Recognizing that there must be a balance between privacy and freedom of expression, Resnick said that he didn't believe that broader dissemination of evaluations on the Internet or through televised proceedings would necessarily corrupt the civil or criminal justice systems. Nevertheless, some evaluators may end up becoming more discreet and may exclude some private details that they may have once included. As some of these nuances could have been helpful to the courts, there could be some impact on the judicial process.

Larry R. Faulkner, M.D., president of the American Academy of Psychiatry and the Law (AAPL) and the vice president for medical affairs and dean of the school of medicine at the University of South Carolina in Columbia, believes broader dissemination of evaluations means that psychiatrists must be more careful about conforming to practice guidelines and making sure "whatever was done is presented in a way that is defensible." Psychiatrists have always practiced under the shadow that their reports or entries in medical records could end up disclosed to others in a way that was never anticipated. While there may be a downside to the broad dissemination offered by technology, he also says the benefit may be that psychiatrists will exercise more care in what they write after an examination.

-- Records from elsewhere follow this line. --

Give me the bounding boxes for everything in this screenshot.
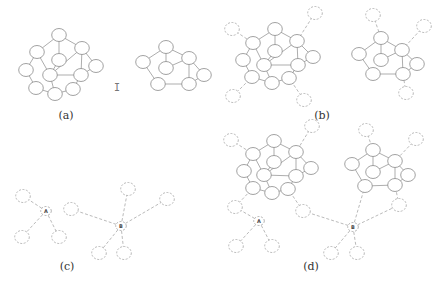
graph-d-right-node xyxy=(366,166,381,179)
graph-d-left-node xyxy=(289,146,304,159)
graph-d-left-dashed-node xyxy=(224,134,239,147)
graph-b-left-node xyxy=(268,45,283,58)
graph-b-left-node xyxy=(290,35,305,48)
panel-label-a: (a) xyxy=(58,109,73,122)
graph-b-left-dashed-node xyxy=(226,90,241,103)
star-a-leaf-node xyxy=(15,231,30,244)
panel-label-d: (d) xyxy=(303,260,319,273)
graph-d-left-node xyxy=(289,170,304,183)
star-b-leaf-node xyxy=(64,203,79,216)
graph-b-right-node xyxy=(374,32,389,45)
graph-b-right-node xyxy=(352,48,367,61)
graph-d-left-node xyxy=(304,162,319,175)
graph-d-star-a-leaf-node xyxy=(229,240,244,253)
graph-d-hub-label-b: B xyxy=(351,224,355,230)
graph-d-star-b-leaf-node xyxy=(350,247,365,260)
panel-label-b: (b) xyxy=(314,109,330,122)
graph-a-left-node xyxy=(66,83,81,96)
graph-d-star-a-leaf-node xyxy=(265,240,280,253)
graph-d-left-node xyxy=(246,182,261,195)
graph-d-left-dashed-node xyxy=(296,205,311,218)
graph-a-left-node xyxy=(52,29,67,42)
star-a-leaf-node xyxy=(16,190,31,203)
graph-b-left-node xyxy=(268,23,283,36)
graph-b-left-node xyxy=(245,71,260,84)
graph-b-left-node xyxy=(291,59,306,72)
graph-a-left-node xyxy=(89,60,104,73)
graph-a-left-node xyxy=(30,46,45,59)
graph-b-left-dashed-node xyxy=(297,94,312,107)
graph-d-left-dashed-node xyxy=(228,201,243,214)
graph-d-star-b-edge xyxy=(303,211,353,227)
graph-a-right-node xyxy=(182,78,197,91)
graph-a-right-node xyxy=(159,41,174,54)
graph-b-right-dashed-node xyxy=(366,9,381,22)
graph-d-left-node xyxy=(237,165,252,178)
star-b-leaf-node xyxy=(92,247,107,260)
star-b-leaf-node xyxy=(160,193,175,206)
graph-a-left-node xyxy=(48,88,63,101)
nodes-layer xyxy=(15,7,432,260)
graph-d-right-node xyxy=(358,180,373,193)
graph-d-right-dashed-node xyxy=(409,133,424,146)
graph-b-left-node xyxy=(306,51,321,64)
labels-layer: (a) (b) (c) (d) I ABAB xyxy=(44,82,355,273)
graph-b-left-node xyxy=(282,72,297,85)
panel-label-c: (c) xyxy=(60,260,75,273)
graph-b-left-dashed-node xyxy=(225,23,240,36)
graph-b-right-node xyxy=(374,54,389,67)
graph-d-right-dashed-node xyxy=(359,124,374,137)
graph-a-left-node xyxy=(19,64,34,77)
graph-d-left-node xyxy=(267,135,282,148)
graph-a-left-node xyxy=(74,69,89,82)
figure-canvas: (a) (b) (c) (d) I ABAB xyxy=(0,0,445,288)
graph-d-hub-label-a: A xyxy=(257,218,261,224)
graph-a-right-node xyxy=(151,78,166,91)
graph-a-right-node xyxy=(136,56,151,69)
graph-d-left-node xyxy=(267,156,282,169)
hub-label-a: A xyxy=(44,208,48,214)
graph-d-right-node xyxy=(401,169,416,182)
graph-b-left-node xyxy=(265,77,280,90)
graph-d-left-node xyxy=(257,169,272,182)
graph-b-right-node xyxy=(395,44,410,57)
graph-d-left-node xyxy=(246,148,261,161)
graph-d-right-node xyxy=(366,144,381,157)
graph-a-right-node xyxy=(159,62,174,75)
graph-b-right-node xyxy=(410,58,425,71)
graph-a-left-node xyxy=(52,54,67,67)
star-a-leaf-node xyxy=(52,231,67,244)
graph-a-left-node xyxy=(29,82,44,95)
graph-b-left-node xyxy=(246,37,261,50)
graph-d-left-node xyxy=(281,183,296,196)
graph-d-left-node xyxy=(265,187,280,200)
graph-b-left-dashed-node xyxy=(308,7,323,20)
graph-b-left-node xyxy=(257,59,272,72)
hub-label-b: B xyxy=(119,223,123,229)
graph-b-right-dashed-node xyxy=(417,20,432,33)
graph-a-left-node xyxy=(43,69,58,82)
text-cursor-icon: I xyxy=(114,82,120,93)
graph-b-right-dashed-node xyxy=(399,87,414,100)
star-b-edge xyxy=(71,209,121,226)
graph-d-star-b-leaf-node xyxy=(324,247,339,260)
graph-b-left-node xyxy=(236,54,251,67)
graph-d-right-dashed-node xyxy=(392,199,407,212)
graph-d-star-b-edge xyxy=(353,205,399,227)
graph-d-right-node xyxy=(345,158,360,171)
graph-b-right-node xyxy=(396,68,411,81)
star-b-edge xyxy=(121,199,167,226)
graph-d-right-node xyxy=(388,155,403,168)
graph-a-right-node xyxy=(197,69,212,82)
graph-d-right-node xyxy=(388,179,403,192)
star-b-leaf-node xyxy=(117,247,132,260)
graph-a-right-node xyxy=(182,52,197,65)
graph-a-left-node xyxy=(75,42,90,55)
star-b-leaf-node xyxy=(121,183,136,196)
graph-b-right-node xyxy=(366,68,381,81)
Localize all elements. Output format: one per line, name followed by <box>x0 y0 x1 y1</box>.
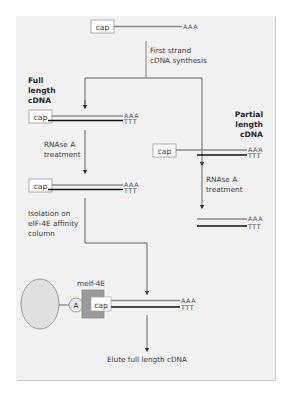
meif4e-label: meIf-4E <box>77 279 105 288</box>
polyt-label: TTT <box>247 223 261 230</box>
step-label: Isolation on <box>28 209 70 218</box>
bead-icon <box>21 279 59 329</box>
partial-length-duplex: cap AAA TTT <box>153 144 263 159</box>
linker-label: A <box>74 301 79 310</box>
step-label: First strand <box>150 46 191 55</box>
partial-length-heading: cDNA <box>240 130 263 139</box>
cap-label: cap <box>96 23 110 32</box>
final-step-label: Elute full length cDNA <box>107 355 187 364</box>
step-label: eIF-4E affinity <box>28 219 79 228</box>
affinity-column: A meIf-4E cap AAA TTT <box>21 279 196 329</box>
polyt-label: TTT <box>123 187 137 194</box>
step-label: column <box>28 229 55 238</box>
full-length-heading: cDNA <box>28 96 51 105</box>
full-length-after-rnase: cap AAA TTT <box>29 179 139 194</box>
polyt-label: TTT <box>247 152 261 159</box>
cap-label: cap <box>94 301 108 310</box>
partial-length-after-rnase: AAA TTT <box>197 215 263 230</box>
polya-label: AAA <box>183 23 198 30</box>
cap-label: cap <box>34 182 48 191</box>
top-mrna: cap AAA <box>91 20 198 33</box>
partial-length-heading: length <box>235 120 263 129</box>
polyt-label: TTT <box>180 304 194 311</box>
step-label: RNAse A <box>206 175 237 184</box>
full-length-duplex: cap AAA TTT <box>29 110 139 125</box>
full-length-heading: length <box>28 86 56 95</box>
partial-length-heading: Partial <box>235 110 263 119</box>
step-label: treatment <box>206 185 243 194</box>
polya-label: AAA <box>181 297 196 304</box>
cap-label: cap <box>34 113 48 122</box>
step-label: treatment <box>44 150 81 159</box>
polyt-label: TTT <box>123 118 137 125</box>
step-label: RNAse A <box>44 140 75 149</box>
step-label: cDNA synthesis <box>150 56 207 65</box>
cap-label: cap <box>158 147 172 156</box>
full-length-heading: Full <box>28 76 43 85</box>
polya-label: AAA <box>248 215 263 222</box>
cdna-flow-diagram: cap AAA First strand cDNA synthesis Full… <box>0 0 290 395</box>
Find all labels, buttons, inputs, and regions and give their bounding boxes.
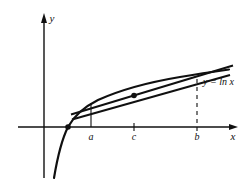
y-axis-arrowhead — [41, 13, 47, 23]
x-axis-label: x — [230, 130, 236, 142]
tick-c: c — [132, 123, 137, 142]
tick-a-label: a — [89, 131, 94, 142]
curve-label: y = ln x — [202, 76, 234, 87]
figure-container: y x a c b y = ln x — [0, 0, 250, 181]
log-curve-diagram: y x a c b y = ln x — [0, 0, 250, 181]
y-axis-label: y — [49, 12, 55, 24]
tangency-dot-at-c — [131, 93, 137, 99]
y-axis — [41, 13, 47, 178]
x-axis — [18, 124, 238, 130]
x-intercept-dot — [65, 124, 71, 130]
tick-c-label: c — [132, 131, 137, 142]
tick-b-label: b — [195, 131, 200, 142]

Nevertheless, Faulkner said, a person's evaluation should be confidential and disclosed only to those with an interest in the proceedings. "There ought to be stringent guidelines adopted for who else is entitled to see this information," he added.

But according to Paul S. Appelbaum, M.D., professor and chair of the department of psychiatry at the University of Massachusetts Medical School, secretary of the American Psychiatric Association, and a former president of AAPL, the danger is that if psychiatrists restrain their observations out of fear of broad dissemination, the reports, and the resulting decisions could be less valid.

"It holds the potential for changing the interaction with the subject of an evaluation in two ways," Appelbaum said. "One is that an evaluator may be more circumspect about getting into issues that, though potentially relevant, may also be embarrassing or compromising and arguably tangential to the overall purpose of the evaluation. The other impact we can't ignore is the effect on the subject of the evaluation. To the extent that people are faced with the prospect not merely of sharing what are often very intimate details with an evaluator...but also with the prospect that their evaluations may be freely available to everyone with a computer and a modem anywhere in the world, I would think that can't help but have a chilling effect on subjects' willingness to participate in these evaluations."